As predicted here last September, the Balkans rumbled once again, threatening U.S. interests there. The conflict is chronic and will not just dissipate on its own and it is one of the major ones in the Intermarium, lands between the Baltic, Black, and Adriatic seas.
In the last unveiling of the troubles, on December 10, 2022, fighting erupted after an arrest of a former Serb police officer following an alleged assault on an ethnic Albanian policemen of the Kosovo, Albanian-dominated force.
The local Serbians put up barricades. Germany and the EU warned Serbia about the consequences of the Kosovo clash. Eventually, Belgrade told its compatriots to desist fighting.
To calm the tempers, the Albanian Kosovar authorities released the former Serb policeman and allowed him to be confined under house arrest. The Serbians gradually stood down.
Moscow backed Belgrade and Kosovar Serbians; but the international community applied serious pressure on Serbia and the Serb minority throughout former Yugoslavia.
The Serbians believe themselves the main aggrieved party. After 1989, they lost the most in the destruction of Yugoslavia, which they had controlled, and they blame the U.S. Because of the European and Russian impotence, America became involved there in yet another humanitarian intervention in the late 1990s and early 2000s.
As a result, the Serbians detest the U.S.-brokered peace agreements at Dayton, Ohio, in 1995, which essentially legitimized the carving out of Bosnia-Herzegovina. Likewise, they resent U.S. bombing of Serbia in 1999 and establishing Kosovo as an independent state.
In consequence, the Christian Orthodox Serbs became a minority there, while the Albanians are the majority. Most of the latter are Muslim.
Parenthetically, but pertinently, the current Serb predicament resembles somewhat the situation of Hungary following the First World War.
In congruence with the Treaty of Trianon, the victorious Allies partitioned the Magyar part of the Habsburg monarchy, leaving unwisely the greatest number of Hungarians to form the most compact minority population in the lands contiguous with the truncated state’s new borders: from former Yugoslav lands through Slovakia to Ukraine and Romania.
Budapest still remains livid about it and the prime minister himself, Viktor Orbán, was spotted at a soccer game wearing a nostalgic scarf sporting the image of the pre-1920 borders of Greater Hungary. That is a rather popular attitude in Hungary, an analogous one to the Serbian feelings on the partitioning of Yugoslavia. And it has been duly noticed in Russia.
Also, like Serbia, Hungary experienced a foreign intervention to enforce the partition and elicit compliance with the peace treaty in 1920. The only difference was that 100 years ago the Magyars experienced the Kremlin’s hostility in the form of an attempted Bolshevik revolution. Now, in contrast, Moscow is rather friendly toward Budapest.
Likewise, at the moment, the Serbians enjoy the backing of President Vladimir Putin at many levels, including his championship of their irredentism, their desire to annex ethnically related lands. On its part, Russia believes it has a pony in the running and it meddles in the Balkans as much as it can.
Some believe that only by restoring imperial control will the Balkans calm down. By that logic restoring the Ottoman Empire would calm down the Middle East. Or would it?
I can’t imagine Israel would be happy. Nor would most Arabs rejoice to be dominated by the Turks.
Many think that the continuing expansion of the European Union should do the trick in the Balkans. A few countries in the area are already in the EU; if more come, there will be peace. Perhaps.
Further, practice tokenism by elevating female politicians to top offices as in Bosnia Herzegovina. Gimmicks like that, however, rarely produce desired results.
Also, in the name of alleged future prosperity, make them adopt the euro, as Croatia lately has, which undermines national sovereignty, since one can’t fight inflation on one’s own, as Greece found out in 2009, because one does not control one’s own money supply, among other things.
We hear similar arguments about the NATO expansion. Sure, one can argue that the more the merrier in the Balkans. The membership has failed to extinguish hatred between Greece and Turkey, but at least the two are not in a hot war. But how reliable are they as our allies therefore?
For now, instead of encouraging more German power projection via the EU, the U.S. should work unilaterally: perhaps chatting up Budapest to calm Belgrade down. This should work until the next round.
There is alas little evidence that the Biden administration gets it.
Marek Jan Chodakiewicz is Professor of History at the Institute of World Politics, a graduate school of statecraft in Washington D.C.; expert on East-Central Europe's Three Seas region; author, among others, of "Intermarium: The Land Between The Baltic and Black Seas." Read Marek Jan Chodakiewicz's Reports — More Here.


### What this task involves
Identify, in the records below, every line where the string "pixels" appears, and copy each such line.

————

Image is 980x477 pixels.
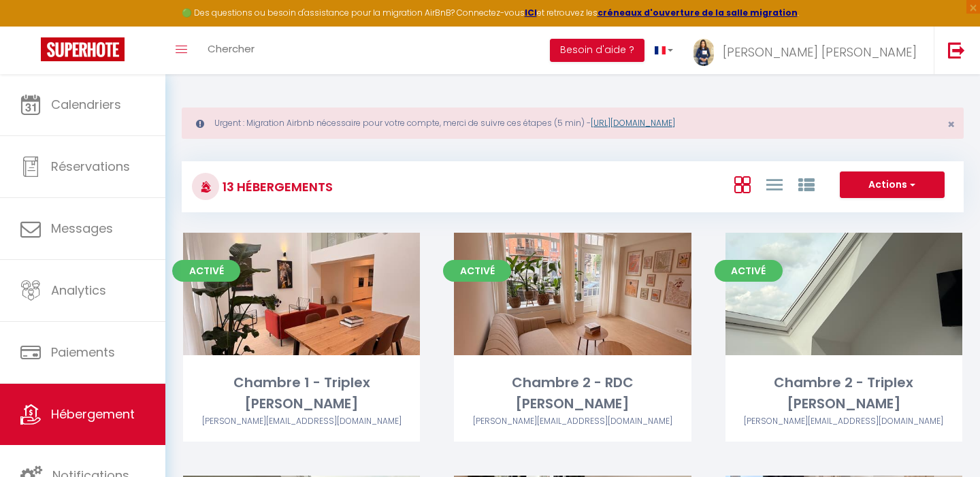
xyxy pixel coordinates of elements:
a: [URL][DOMAIN_NAME] [590,117,675,129]
a: Vue en Box [734,173,750,195]
a: ICI [525,7,537,19]
img: Super Booking [41,37,125,61]
button: Besoin d'aide ? [550,39,644,62]
h3: 13 Hébergements [219,172,333,202]
span: Hébergement [51,406,135,423]
a: créneaux d'ouverture de la salle migration [597,7,797,19]
span: Activé [172,260,240,282]
span: Activé [443,260,511,282]
button: Actions [840,172,945,199]
span: Analytics [51,282,106,299]
span: Paiements [51,343,115,361]
div: Airbnb [183,415,420,428]
a: Chercher [197,26,264,74]
div: Airbnb [454,415,691,428]
span: Calendriers [51,96,121,113]
div: Chambre 2 - Triplex [PERSON_NAME] [725,372,962,415]
a: Vue par Groupe [798,173,815,195]
span: [PERSON_NAME] [PERSON_NAME] [723,44,916,60]
span: Chercher [208,42,255,56]
div: Chambre 2 - RDC [PERSON_NAME] [454,372,691,415]
button: Ouvrir le widget de chat LiveChat [11,6,52,46]
span: Messages [51,220,113,237]
a: Vue en Liste [766,173,783,195]
span: × [947,116,954,133]
div: Chambre 1 - Triplex [PERSON_NAME] [183,372,420,415]
div: Urgent : Migration Airbnb nécessaire pour votre compte, merci de suivre ces étapes (5 min) - [181,107,963,139]
button: Close [947,118,954,131]
img: logout [947,42,965,59]
span: Activé [714,260,783,282]
img: ... [693,39,714,66]
div: Airbnb [725,415,962,428]
span: Réservations [51,158,130,175]
a: ... [PERSON_NAME] [PERSON_NAME] [683,26,934,74]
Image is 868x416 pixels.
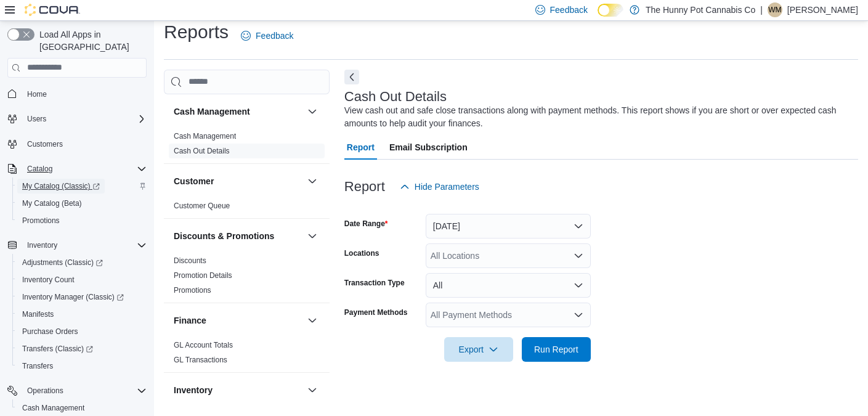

————

### Solution below
Image is 980x477 pixels.
Image is 868x416 pixels.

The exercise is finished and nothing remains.